View 1: Organization View
A high-level view showing performance for all APIs across an organization. The line chart shows response times over the course of time and cards display throughput rate. This information helps teams spot anomalies, compare environments and monitor trends.
View 2: API View
This view zooms into a specific API to track its individual performance and recent activity. Here QAs and Developers can see the performance of all routes attached to an API, test timestamps, response times, and error rates.
View 3: Route View
The most granular view, focusing on a single route within an API. Here surfaces detailed test results about response times from maximum, minimum, average and standard deviation, as well as error rates and error types.
IMPROVEMENTS THROUGH FEEDBACK
QA Engineers need better filtration and context to better communicate with Developers
I tested my designs with 2 Developers and 3 QA Engineers. QA’s emphasized the need for more contextual data, like timestamps, request/response bodies, and frequency, to better interpret test results and communicate effectively with Developers. Testing also revealed that QA’s may monitor up to 50 APIs, far more than the 1–20 I initially assumed. To address this, I reworked the chart filtering experience by adding a scrollable legend, making it easier to parse and navigate large datasets.
Overcoming design roadblocks through collaborating with developers and the Founder
Implementing feedback from QAs and Developers came with challenges. I was still learning technical terms amidst designing and wasn’t sure of all my constraints. I workshopped with the Idrinth team to share the feedback I gathered, and together we figured out which changes were feasible and not.

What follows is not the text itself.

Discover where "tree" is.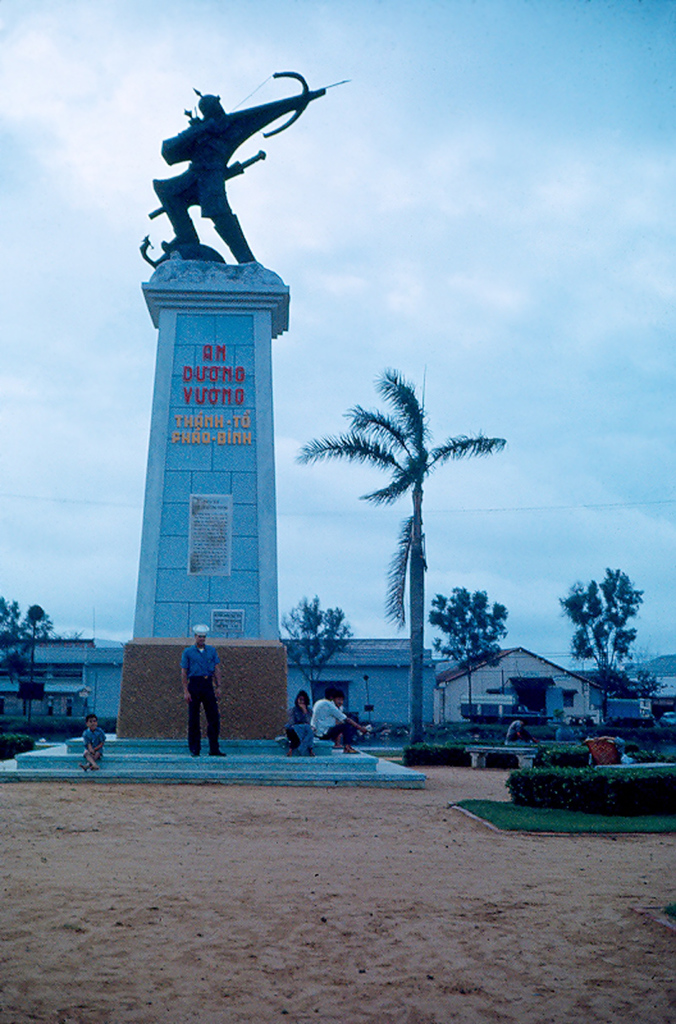
Discovered at {"x1": 560, "y1": 547, "x2": 657, "y2": 709}.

Final 1: Organization View
An overview of API performance across the organization. A line chart shows response times over time, paired with a scrollable legend for filtering. Summary cards display throughput rate and total endpoints per API.
Final 2: API View
Focused on a single API, this view shows response time trends, request frequency, timestamps, and number of routes. A scrollable legend supports quick filtering, while the table below lists each route with method, request body, and response body.
Final 3: Route View
A detailed breakdown of an individual endpoint’s performance. Metrics include average, max, min, and standard deviation of response times, plus error rates and types split between the 80th and 100th percentile for clearer insight.
Final 4: Log-in Page
Organizations receive a custom login page for their team. Alternatively, users can skip sign-in and access dashboards directly via a private link.
IMPACT
Outcomes
I met with the founder and his team to make sure all of my designs were within their technical constraints. I conducted a final round of usability testing with 2 Developers and 3 QA Engineers. The founder told me he was especially impressed by how I uncovered insights he wouldn’t have found on his own, validating my designs and research tactics. View a preview of the design system I made here in this link.
Success Rate
Users completed a task identifying underperforming APIs and performed with a 90% success rate.
Confidence Levels
Post-completing the task, users rated their confidence in evaluating API performance with this tool at 4 out of 5.
Reflection
Key takeaways
I joined this project because of a previous experience I had working on a developer tool. I felt inspired to challenge myself to learn something new. There was a steep knowledge gap for me to overcome at first since I knew nothing about APIs. But what helped me was doing research to educate myself, and having an open line of communication with the developers. Although my designs weren’t implemented due to a shift in priorities, I ended the project with a final call where the team complimented my work reassuring me that I delivered strong designs.